In Germany, a coalition of groups are organising a 65-day nonviolent blockade of Büchel nuclear weapons base in western Germany, from 26 March to 29 May (when the nuclear non-proliferation treaty review conference is due to end…
3,000 peace activists hold a giant ‘peace scarf’ in Whitehall.
Photo: Dan Viesnik
On 24 January, activists from across the UK gathered in London to protest against the renewal of Britain’s nuclear weapons system. Protesters encircled the ministry of defence and other government buildings with a colourful ‘peace scarf’, knitted in 2014 by thousands of activists from across the globe for the ‘Wool Against Weapons’ campaign. The scarf will now be turned into blankets and sent to areas of…
Nuclear weapons should be banned. That was the view expressed by 44 of the 158 states attending the Vienna Conference on the Humanitarian Impact of Nuclear Weapons in December.
The host nation, Austria, took this one stage further at the end of the conference by publicly pledging to seek a treaty to ban the Bomb. Austria called on all parties to the Nuclear Non-Proliferation Treaty to ‘identify and pursue effective measures to fill the legal gap for the prohibition and elimination…

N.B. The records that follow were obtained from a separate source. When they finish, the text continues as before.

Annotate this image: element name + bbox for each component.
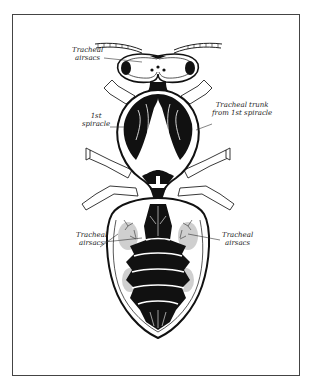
label-line: airsacs	[76, 240, 107, 248]
label-line: spiracle	[82, 121, 110, 129]
label-abdomen-airsacs-left: Tracheal airsacs	[76, 232, 107, 247]
insect-illustration	[0, 0, 316, 388]
label-line: airsacs	[222, 240, 253, 248]
abdomen	[107, 198, 209, 338]
label-line: from 1st spiracle	[212, 110, 272, 118]
antennae	[95, 43, 222, 53]
label-tracheal-trunk: Tracheal trunk from 1st spiracle	[212, 102, 272, 117]
label-abdomen-airsacs-right: Tracheal airsacs	[222, 232, 253, 247]
label-line: airsacs	[72, 55, 103, 63]
label-1st-spiracle: 1st spiracle	[82, 113, 110, 128]
head	[118, 54, 199, 82]
label-head-airsacs: Tracheal airsacs	[72, 47, 103, 62]
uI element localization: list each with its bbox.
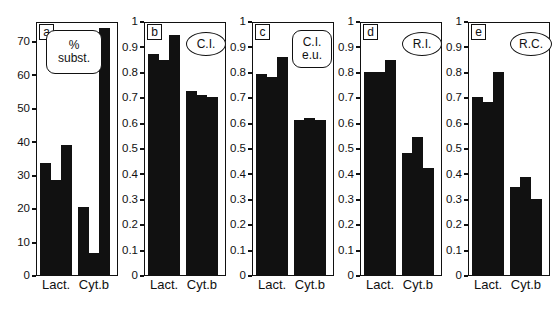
bar <box>493 72 504 275</box>
bar <box>531 199 542 275</box>
panel-e-callout-label: R.C. <box>510 32 552 56</box>
panel-a-callout-label: %subst. <box>46 30 102 74</box>
bar <box>304 118 315 275</box>
y-tick-label: 0.6 <box>446 118 464 130</box>
bar <box>186 91 197 275</box>
callout-line: subst. <box>58 52 90 65</box>
bar-group-lact <box>256 23 288 275</box>
y-tick-label: 0.4 <box>446 169 464 181</box>
bar <box>402 153 413 275</box>
bar <box>374 72 385 275</box>
y-tick-label: 0.6 <box>338 118 356 130</box>
y-tick-label: 0.9 <box>122 42 140 54</box>
bar <box>315 120 326 275</box>
bar-group-cytb <box>402 23 434 275</box>
y-tick-label: 0.4 <box>230 169 248 181</box>
y-tick-label: 0.5 <box>230 143 248 155</box>
y-tick-label: 1 <box>456 16 464 28</box>
y-tick-label: 0.9 <box>230 42 248 54</box>
x-label-cytb: Cyt.b <box>180 278 224 292</box>
bar <box>169 35 180 275</box>
bar <box>364 72 375 275</box>
panel-b-plot-area <box>144 22 226 276</box>
y-tick-label: 40 <box>17 137 32 149</box>
y-tick-label: 0.3 <box>338 194 356 206</box>
panel-letter-c: c <box>255 24 270 40</box>
y-tick-label: 0.7 <box>122 92 140 104</box>
bar <box>423 168 434 275</box>
y-tick-label: 0.6 <box>230 118 248 130</box>
y-tick-label: 0.7 <box>446 92 464 104</box>
callout-line: C.I. <box>197 38 216 51</box>
bar <box>520 177 531 275</box>
y-tick-label: 0.8 <box>230 67 248 79</box>
panel-d-plot-area <box>360 22 442 276</box>
bars-layer <box>469 23 549 275</box>
bar <box>482 102 493 275</box>
y-tick-label: 1 <box>348 16 356 28</box>
y-tick-label: 0.7 <box>338 92 356 104</box>
y-tick-label: 30 <box>17 170 32 182</box>
bar <box>277 57 288 275</box>
bar-group-lact <box>364 23 396 275</box>
bar <box>385 60 396 275</box>
y-tick-label: 1 <box>240 16 248 28</box>
bar-group-cytb <box>186 23 218 275</box>
y-tick-label: 0.4 <box>338 169 356 181</box>
y-tick-label: 0.3 <box>122 194 140 206</box>
y-tick-label: 0.3 <box>446 194 464 206</box>
x-label-cytb: Cyt.b <box>504 278 548 292</box>
y-tick-label: 0.2 <box>338 219 356 231</box>
panel-e-x-labels: Lact.Cyt.b <box>442 278 554 298</box>
bar <box>40 163 51 275</box>
bar <box>88 253 99 275</box>
y-tick-label: 0.7 <box>230 92 248 104</box>
x-label-cytb: Cyt.b <box>72 278 116 292</box>
x-label-cytb: Cyt.b <box>396 278 440 292</box>
y-tick-label: 0.5 <box>338 143 356 155</box>
panel-a-y-axis: 010203040506070 <box>0 22 36 276</box>
bar-group-lact <box>472 23 504 275</box>
y-tick-label: 0.6 <box>122 118 140 130</box>
bar <box>196 95 207 275</box>
y-tick-label: 0.1 <box>338 245 356 257</box>
bar <box>266 77 277 275</box>
callout-line: R.I. <box>413 38 432 51</box>
callout-line: e.u. <box>302 49 322 62</box>
y-tick-label: 0.1 <box>122 245 140 257</box>
panel-d-y-axis: 00.10.20.30.40.50.60.70.80.91 <box>334 22 360 276</box>
bar <box>61 145 72 275</box>
y-tick-label: 0.1 <box>230 245 248 257</box>
y-tick-label: 70 <box>17 36 32 48</box>
bar <box>50 180 61 275</box>
panel-d-callout-label: R.I. <box>402 32 442 56</box>
y-tick-label: 1 <box>132 16 140 28</box>
bar <box>207 97 218 275</box>
bar <box>510 187 521 275</box>
panel-a: 010203040506070a%subst.Lact.Cyt.b <box>0 0 118 312</box>
y-tick-label: 0.8 <box>338 67 356 79</box>
panel-d-x-labels: Lact.Cyt.b <box>334 278 442 298</box>
bar <box>78 207 89 276</box>
y-tick-label: 0.2 <box>122 219 140 231</box>
panel-c-callout-label: C.I.e.u. <box>292 30 332 68</box>
bars-layer <box>361 23 441 275</box>
y-tick-label: 60 <box>17 70 32 82</box>
y-tick-label: 0.9 <box>446 42 464 54</box>
y-tick-label: 0.2 <box>446 219 464 231</box>
bar-group-lact <box>148 23 180 275</box>
panel-letter-e: e <box>471 24 486 40</box>
y-tick-label: 50 <box>17 103 32 115</box>
bar-group-cytb <box>510 23 542 275</box>
panel-e: 00.10.20.30.40.50.60.70.80.91eR.C.Lact.C… <box>442 0 554 312</box>
y-tick-label: 0.4 <box>122 169 140 181</box>
bar <box>294 120 305 275</box>
panel-c-x-labels: Lact.Cyt.b <box>226 278 334 298</box>
panel-a-x-labels: Lact.Cyt.b <box>0 278 118 298</box>
panel-b-callout-label: C.I. <box>186 32 226 56</box>
callout-line: R.C. <box>519 38 543 51</box>
y-tick-label: 20 <box>17 203 32 215</box>
panel-b-x-labels: Lact.Cyt.b <box>118 278 226 298</box>
y-tick-label: 0.5 <box>122 143 140 155</box>
bars-layer <box>145 23 225 275</box>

On 17 December, five Trident Ploughshares activists painted ‘Scrap Trident, Ban Nukes’ onto the fence around the Faslane nuclear base north of Glasgow. Mary Millington, Gillian Lawrence, Janet Fenton, Barbara Maver and Brian Quail (left to right) were the campaigners taking on Britain’s only nuclear weapons base, home to the UK’s four Trident nuclear submarines. The Scrap Trident coalition is planning a demonstration in Glasgow on 4 April, and a ‘Big Blockade’ of Faslane on 13 April. Photo:…
In December, the three women leaders of Plaid Cymru – the Party of Wales, the Scottish National Party and the Green Party of England and Wales (Leanne Wood, Nicola Sturgeon and Natalie Bennett) agreed to join forces to oppose billions being wasted on the replacement of Britain’s Trident nuclear weapon system, calling instead for investment in communities, creating jobs and rebuilding the economy.
In the event of a hung parliament in May, with these three parties together…
In the summer of 1946, ‘more than half the world’s supply of motion picture film... was loaded aboard US Army Air Force planes and dispatched to Bikini Atoll’ where it was used to photograph Operations Able and Baker – the second and fourth nuclear bomb explosions respectively – generating over a million still images and several million feet of moving image matter.
Some of these pictures are reproduced in this collection of essays and photographs, which ranges widely over the last…
Trident submarine. Photo: Paul O’Shau/MOD
Different groups are using different strategies to try to make an election issue out of Trident replacement. The British decision on whether/how to replace the Trident nuclear weapon system is scheduled to be made in 2016, which means the 7 May 2015 election will elect the government that takes this £100bn decision. This has been described as ‘a once-in-a-lifetime opportunity to scrap Trident and ban all nuclear weapons’.